Student unions say university admins want freedoms revoked

Ahram Online , Wednesday 27 Aug 2014

Seventeen student unions withdrew from a meeting with university adminstrators, accusing them of attempting to pass restrictive bylaws

Cairo Uni protest
File Photo: Students gather at Cairo University main building to protest against the student bylaws, Cairo, Egypt, March 20, 2012 (Photo: Hala Safwat)

Representatives of Egyptian student unions blamed university administrations of attempting to pass bylaws restricting campus freedoms, they announced in a press conference on Monday.

The students met with university administrators in Alexandria this week to discuss new amendments to the student charter – but ended up withdrawing from the meeting and accusing the administrators, members of the Supreme Council for Universities, of attempting to force a speedy vote on their proposed amendments.

A statement by 17 Egyptian university student unions said they will resist the passing of the bylaws and also file a formal request to the minister of higher education to include student unions in the decision to pass new amendments and to hold a student referendum on them at the beginning of the new academic term which starts in September.

According to Egyptian law, the student charter must be passed by parliament or via a presidential decree.

"The Supreme Council basically said this is the new charter, a charter worse than the one under [ousted president Hosni] Mubarak," Wessam El-Bakri, a student activist at Helwan University, told Ahram Online.

"Students at the meeting said the obnoxious attitude forced them to withdraw," he added.

110 out of a total 120 students withdrew from the Alexandria meeting, Mohamed El-Shafei, a student at Cairo University and a member of the student observatory of the NGO Association for Freedom of Thought and Expression (AFTE), told Ahram Online.

The bylaws proposed by the Supreme Council for Universities, says El-Shefei, give virtually all control of student activities to education ministry employees, just like before the 2011 uprising.

New controversial bylaws were passed by a Muslim Brotherhood student union council in 2013, before that year's student union elections, and haven't changed since.

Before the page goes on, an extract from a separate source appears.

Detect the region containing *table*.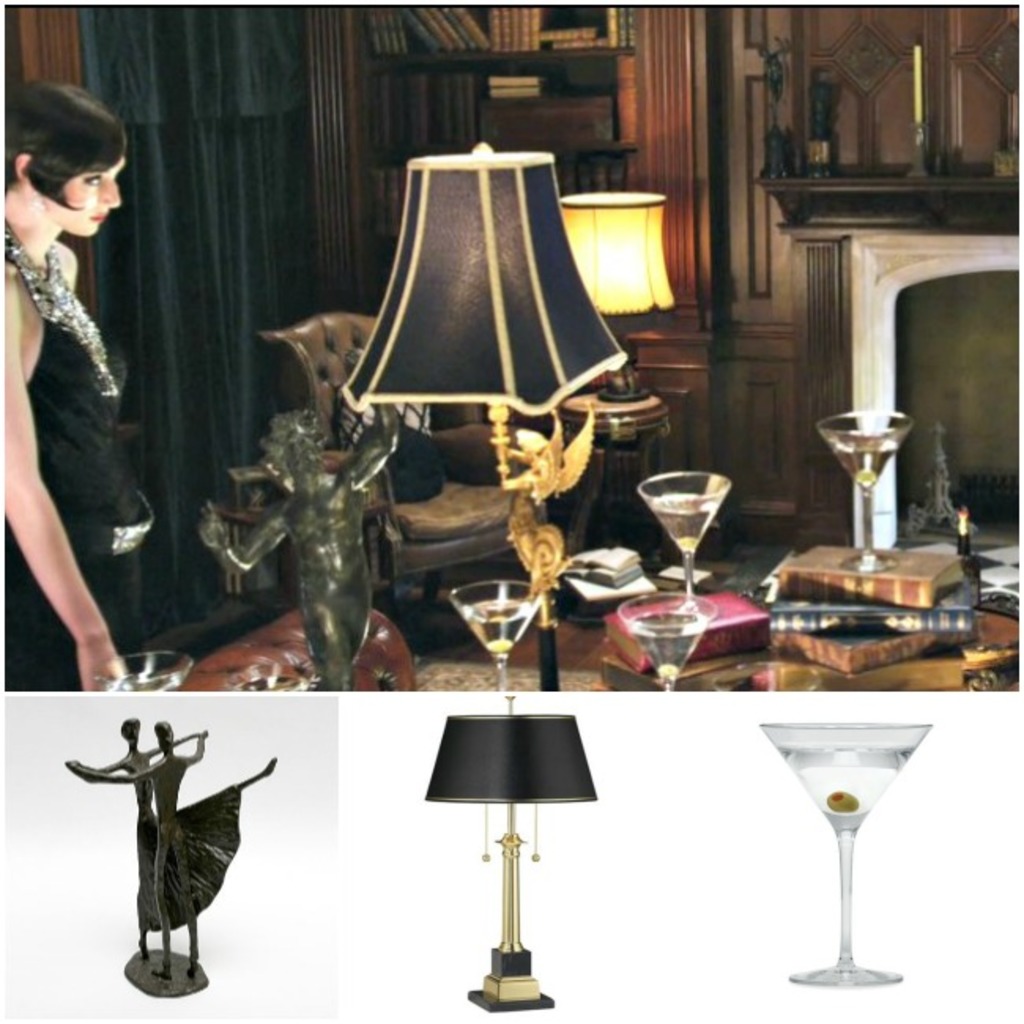
x1=756 y1=165 x2=1021 y2=561.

Students say that while they had qualms over the previous amendments, they still gave some rights to students – an improvement the Supreme Council's proposals are trying to revoke.

The statement issued by the 17 unions on Monday in a press conference at AFTE's Cairo headquarters also said they will meet with Prime Minister Ibrahim Mahlab to demand him to prevent the Supreme Council's bylaws from passing.

The withdrawing student unions included the universities of Cairo, Ain Shams, Alexandria, Suez, Tanta, Kafr El-Sheikh, Menya, Assiut and others.